The Courtesan Mitsunoto of the Hishiya House, from the series "Sanjurokkasen (Thirty-six Flowers)"
- Date:
- c. 1772
- Medium:
- Color woodblock print; chuban
- Source:
- Art Institute of Chicago

This Ippitsusai Buncho print, in the Art Institute of Chicago, comes from the series Sanjurokkasen, or Thirty-six Flowers, a beauty-print sequence that adapts the classical poetic anthology of the Thirty-six Immortal Poets to depictions of named Yoshiwara courtesans. The sheet shows Mitsunoto of the Hishiya house, identified by the surrounding cartouches and inscriptions characteristic of Edo [bijin-ga](/glossary/bijin-ga), or beauty prints. While Buncho is most often discussed in the context of [yakusha-e](/glossary/yakusha-e), where his [hosoban](/glossary/hosoban) portraits of named kabuki actors helped reshape Edo [ukiyo-e](/glossary/ukiyo-e) of the late 1760s and early 1770s, his work in beauty subjects shows the same attention to individual features, costume detail, and elegant bearing applied to courtesans rather than performers. The visual conceit of associating particular courtesans with flowers and with classical poetic figures was a recurrent strategy in Edo ukiyo-e for elevating the women of the licensed quarters into figures worthy of literary tradition. Buncho's design treats the courtesan with the same fineness of line and patterned costume that distinguishes his kabuki actor prints, allowing the print to participate at once in commercial branding for the Yoshiwara house, in connoisseurial collecting of beauty prints, and in the wider literary culture of Edo. The Art Institute of Chicago preserves the sheet as part of its collection of mid-Edo ukiyo-e.

1769
Color woodblock print; hosoban

c. 1772
Color woodblock print; hosoban

c. 1771
Color woodblock print; hosoban

About 1769
Color woodblock print; hosoban
The Courtesan Mitsunoto of the Hishiya House, from the series "Sanjurokkasen (Thirty-six Flowers)" was created by Ippitsusai Buncho (一筆斎文調) in c. 1772.
The Courtesan Mitsunoto of the Hishiya House, from the series "Sanjurokkasen (Thirty-six Flowers)" depicts birds & flowers.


[WHAT YOU NEED TO DO] Below are records to be repeated exactly. Leave their pictures behind.

[SUPPLIED MATERIAL]
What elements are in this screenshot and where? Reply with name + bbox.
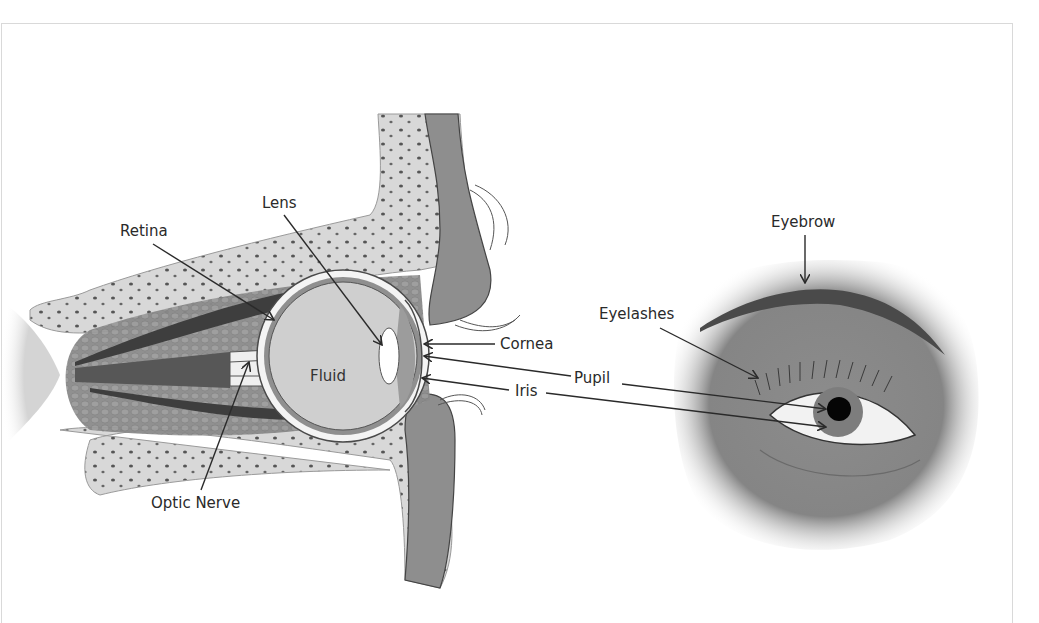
label-retina: Retina	[120, 222, 168, 240]
label-fluid: Fluid	[310, 367, 346, 385]
label-cornea: Cornea	[500, 335, 553, 353]
lens	[379, 328, 399, 384]
pupil-leader	[424, 356, 571, 376]
label-eyelashes: Eyelashes	[599, 305, 674, 323]
label-iris: Iris	[515, 382, 538, 400]
label-optic-nerve: Optic Nerve	[151, 494, 240, 512]
label-eyebrow: Eyebrow	[771, 213, 835, 231]
lower-skin	[405, 394, 455, 588]
pupil	[827, 397, 851, 421]
label-pupil: Pupil	[574, 369, 610, 387]
iris-leader-left	[422, 378, 509, 390]
cross-section-illustration	[0, 114, 520, 588]
external-eye-illustration	[674, 260, 979, 550]
label-lens: Lens	[262, 194, 297, 212]
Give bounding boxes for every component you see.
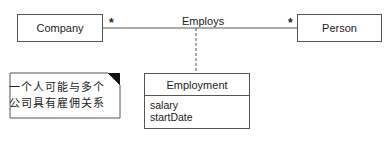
association-name: Employs bbox=[182, 15, 224, 27]
attribute-salary: salary bbox=[150, 99, 178, 111]
note-line-1: 一个人可能与多个 bbox=[9, 80, 105, 96]
class-company[interactable]: Company bbox=[17, 14, 103, 42]
left-multiplicity: * bbox=[109, 16, 114, 30]
class-employment-divider bbox=[145, 95, 249, 96]
attribute-startdate: startDate bbox=[150, 111, 193, 123]
class-person[interactable]: Person bbox=[297, 14, 382, 42]
note-line-2: 公司具有雇佣关系 bbox=[9, 96, 105, 112]
class-employment-name: Employment bbox=[145, 79, 249, 91]
class-person-name: Person bbox=[298, 22, 381, 34]
class-company-name: Company bbox=[18, 22, 102, 34]
right-multiplicity: * bbox=[288, 16, 293, 30]
class-employment[interactable]: Employment salary startDate bbox=[144, 73, 250, 129]
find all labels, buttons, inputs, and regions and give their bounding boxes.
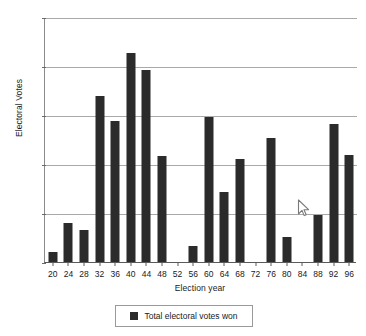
x-tick-mark — [224, 262, 225, 266]
x-tick-label: 60 — [204, 269, 213, 279]
x-tick-label: 48 — [157, 269, 166, 279]
x-tick-label: 40 — [126, 269, 135, 279]
bar-slot: 48 — [154, 17, 170, 262]
x-tick-mark — [99, 262, 100, 266]
x-tick-label: 24 — [64, 269, 73, 279]
bar — [313, 215, 322, 262]
x-axis-title: Election year — [44, 283, 356, 293]
x-tick-label: 92 — [329, 269, 338, 279]
bar — [282, 237, 291, 262]
x-tick-label: 44 — [142, 269, 151, 279]
legend-label: Total electoral votes won — [144, 311, 237, 321]
bar — [204, 117, 213, 262]
bar-slot: 76 — [263, 17, 279, 262]
bar-slot: 40 — [123, 17, 139, 262]
bar — [329, 124, 338, 262]
x-tick-mark — [302, 262, 303, 266]
x-tick-mark — [239, 262, 240, 266]
x-tick-label: 32 — [95, 269, 104, 279]
bar-slot: 88 — [310, 17, 326, 262]
y-axis-title: Electoral Votes — [14, 53, 24, 163]
x-tick-mark — [68, 262, 69, 266]
x-tick-label: 28 — [79, 269, 88, 279]
x-tick-mark — [286, 262, 287, 266]
x-tick-label: 52 — [173, 269, 182, 279]
bar-slot: 32 — [92, 17, 108, 262]
x-tick-mark — [271, 262, 272, 266]
x-tick-label: 88 — [313, 269, 322, 279]
bar-slot: 56 — [185, 17, 201, 262]
bar-slot: 28 — [76, 17, 92, 262]
bar-slot: 96 — [341, 17, 357, 262]
bar — [235, 159, 244, 262]
bar — [48, 252, 57, 262]
x-tick-mark — [208, 262, 209, 266]
x-tick-label: 56 — [188, 269, 197, 279]
y-tick-mark — [42, 263, 46, 264]
x-tick-label: 80 — [282, 269, 291, 279]
x-tick-label: 36 — [110, 269, 119, 279]
x-tick-mark — [161, 262, 162, 266]
x-tick-label: 20 — [48, 269, 57, 279]
bar — [345, 155, 354, 262]
x-tick-mark — [177, 262, 178, 266]
bar-slot: 20 — [45, 17, 61, 262]
x-tick-label: 96 — [344, 269, 353, 279]
x-tick-label: 64 — [220, 269, 229, 279]
bar-slot: 64 — [217, 17, 233, 262]
bar — [157, 156, 166, 262]
bar — [220, 192, 229, 262]
legend: Total electoral votes won — [115, 305, 253, 327]
x-tick-mark — [349, 262, 350, 266]
x-tick-label: 84 — [298, 269, 307, 279]
x-tick-label: 76 — [266, 269, 275, 279]
x-tick-label: 72 — [251, 269, 260, 279]
bar-chart: Electoral Votes 050100150200250 20242832… — [0, 0, 366, 336]
bar-slot: 84 — [295, 17, 311, 262]
x-tick-mark — [146, 262, 147, 266]
x-tick-mark — [333, 262, 334, 266]
bar — [95, 96, 104, 262]
bar — [126, 53, 135, 262]
bar — [189, 246, 198, 262]
x-tick-mark — [317, 262, 318, 266]
bar — [79, 230, 88, 262]
x-tick-mark — [193, 262, 194, 266]
bar-slot: 52 — [170, 17, 186, 262]
bar-slot: 24 — [61, 17, 77, 262]
x-tick-mark — [130, 262, 131, 266]
x-tick-mark — [83, 262, 84, 266]
bar — [111, 121, 120, 262]
bar-slot: 92 — [326, 17, 342, 262]
bar — [267, 138, 276, 262]
bar-slot: 36 — [107, 17, 123, 262]
legend-swatch-icon — [130, 312, 138, 320]
x-tick-mark — [52, 262, 53, 266]
bar — [64, 223, 73, 262]
plot-area: 050100150200250 202428323640444852566064… — [44, 18, 356, 263]
bar-slot: 72 — [248, 17, 264, 262]
bar-slot: 68 — [232, 17, 248, 262]
bar — [142, 70, 151, 262]
bar-slot: 80 — [279, 17, 295, 262]
x-tick-mark — [255, 262, 256, 266]
bar-slot: 44 — [139, 17, 155, 262]
bar-series: 2024283236404448525660646872768084889296 — [45, 17, 357, 262]
x-tick-label: 68 — [235, 269, 244, 279]
bar-slot: 60 — [201, 17, 217, 262]
x-tick-mark — [115, 262, 116, 266]
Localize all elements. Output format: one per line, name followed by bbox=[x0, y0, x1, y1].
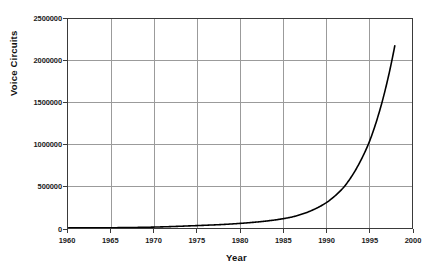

[SOLVED PROBLEM]
What elements are in this screenshot and where? Reply with name + bbox.
label-retina: Retina	[120, 222, 168, 240]
label-fluid: Fluid	[310, 367, 346, 385]
label-cornea: Cornea	[500, 335, 553, 353]
lens	[379, 328, 399, 384]
pupil-leader	[424, 356, 571, 376]
label-eyelashes: Eyelashes	[599, 305, 674, 323]
label-iris: Iris	[515, 382, 538, 400]
label-optic-nerve: Optic Nerve	[151, 494, 240, 512]
label-eyebrow: Eyebrow	[771, 213, 835, 231]
lower-skin	[405, 394, 455, 588]
pupil	[827, 397, 851, 421]
label-pupil: Pupil	[574, 369, 610, 387]
iris-leader-left	[422, 378, 509, 390]
cross-section-illustration	[0, 114, 520, 588]
external-eye-illustration	[674, 260, 979, 550]
label-lens: Lens	[262, 194, 297, 212]
Give bounding boxes for every component you see.
association-name: Employs bbox=[182, 15, 224, 27]
attribute-salary: salary bbox=[150, 99, 178, 111]
note-line-1: 一个人可能与多个 bbox=[9, 80, 105, 96]
class-company[interactable]: Company bbox=[17, 14, 103, 42]
left-multiplicity: * bbox=[109, 16, 114, 30]
class-employment-divider bbox=[145, 95, 249, 96]
attribute-startdate: startDate bbox=[150, 111, 193, 123]
class-person[interactable]: Person bbox=[297, 14, 382, 42]
note-line-2: 公司具有雇佣关系 bbox=[9, 96, 105, 112]
class-employment-name: Employment bbox=[145, 79, 249, 91]
class-person-name: Person bbox=[298, 22, 381, 34]
class-company-name: Company bbox=[18, 22, 102, 34]
right-multiplicity: * bbox=[288, 16, 293, 30]
class-employment[interactable]: Employment salary startDate bbox=[144, 73, 250, 129]
find all labels, buttons, inputs, and regions and give their bounding boxes.
x-tick-mark — [224, 262, 225, 266]
x-tick-label: 60 — [204, 269, 213, 279]
x-tick-label: 48 — [157, 269, 166, 279]
x-tick-label: 40 — [126, 269, 135, 279]
bar-slot: 48 — [154, 17, 170, 262]
x-tick-mark — [99, 262, 100, 266]
x-tick-label: 24 — [64, 269, 73, 279]
bar — [313, 215, 322, 262]
x-axis-title: Election year — [44, 283, 356, 293]
x-tick-label: 92 — [329, 269, 338, 279]
bar — [282, 237, 291, 262]
x-tick-label: 44 — [142, 269, 151, 279]
legend-label: Total electoral votes won — [144, 311, 237, 321]
bar — [204, 117, 213, 262]
bar-slot: 76 — [263, 17, 279, 262]
bar-slot: 40 — [123, 17, 139, 262]
bar — [329, 124, 338, 262]
x-tick-mark — [302, 262, 303, 266]
x-tick-mark — [239, 262, 240, 266]
x-tick-label: 32 — [95, 269, 104, 279]
bar-slot: 88 — [310, 17, 326, 262]
y-axis-title: Electoral Votes — [14, 53, 24, 163]
x-tick-mark — [68, 262, 69, 266]
x-tick-label: 28 — [79, 269, 88, 279]
x-tick-mark — [286, 262, 287, 266]
x-tick-label: 52 — [173, 269, 182, 279]
bar-slot: 32 — [92, 17, 108, 262]
x-tick-mark — [271, 262, 272, 266]
x-tick-label: 88 — [313, 269, 322, 279]
bar-slot: 56 — [185, 17, 201, 262]
bar-slot: 28 — [76, 17, 92, 262]
bar-slot: 96 — [341, 17, 357, 262]
bar — [235, 159, 244, 262]
bar — [48, 252, 57, 262]
x-tick-mark — [208, 262, 209, 266]
x-tick-label: 56 — [188, 269, 197, 279]
y-tick-mark — [42, 263, 46, 264]
x-tick-label: 80 — [282, 269, 291, 279]
x-tick-label: 36 — [110, 269, 119, 279]
x-tick-mark — [161, 262, 162, 266]
x-tick-label: 20 — [48, 269, 57, 279]
bar — [345, 155, 354, 262]
x-tick-mark — [177, 262, 178, 266]
bar-slot: 20 — [45, 17, 61, 262]
x-tick-label: 96 — [344, 269, 353, 279]
x-tick-label: 64 — [220, 269, 229, 279]
bar-slot: 64 — [217, 17, 233, 262]
bar — [157, 156, 166, 262]
bar — [220, 192, 229, 262]
legend: Total electoral votes won — [115, 305, 253, 327]
x-tick-mark — [349, 262, 350, 266]
x-tick-label: 84 — [298, 269, 307, 279]
x-tick-label: 76 — [266, 269, 275, 279]
x-tick-label: 72 — [251, 269, 260, 279]
bar-chart: Electoral Votes 050100150200250 20242832… — [0, 0, 366, 336]
bar-slot: 84 — [295, 17, 311, 262]
x-tick-mark — [146, 262, 147, 266]
x-tick-mark — [333, 262, 334, 266]
bar — [95, 96, 104, 262]
bar — [126, 53, 135, 262]
bar — [189, 246, 198, 262]
x-tick-mark — [317, 262, 318, 266]
bar — [79, 230, 88, 262]
x-tick-mark — [193, 262, 194, 266]
bar-slot: 52 — [170, 17, 186, 262]
bar-slot: 24 — [61, 17, 77, 262]
x-tick-mark — [130, 262, 131, 266]
x-tick-mark — [83, 262, 84, 266]
bar — [111, 121, 120, 262]
bar-slot: 92 — [326, 17, 342, 262]
bar — [267, 138, 276, 262]
bar-slot: 36 — [107, 17, 123, 262]
legend-swatch-icon — [130, 312, 138, 320]
x-tick-mark — [52, 262, 53, 266]
bar — [64, 223, 73, 262]
plot-area: 050100150200250 202428323640444852566064… — [44, 18, 356, 263]
bar-slot: 72 — [248, 17, 264, 262]
bar-slot: 68 — [232, 17, 248, 262]
bar — [142, 70, 151, 262]
bar-slot: 80 — [279, 17, 295, 262]
x-tick-mark — [255, 262, 256, 266]
bar-slot: 44 — [139, 17, 155, 262]
bar-series: 2024283236404448525660646872768084889296 — [45, 17, 357, 262]
x-tick-label: 68 — [235, 269, 244, 279]
bar-slot: 60 — [201, 17, 217, 262]
x-tick-mark — [115, 262, 116, 266]
Localize all elements. Output format: one per line, name followed by bbox=[x0, y0, x1, y1].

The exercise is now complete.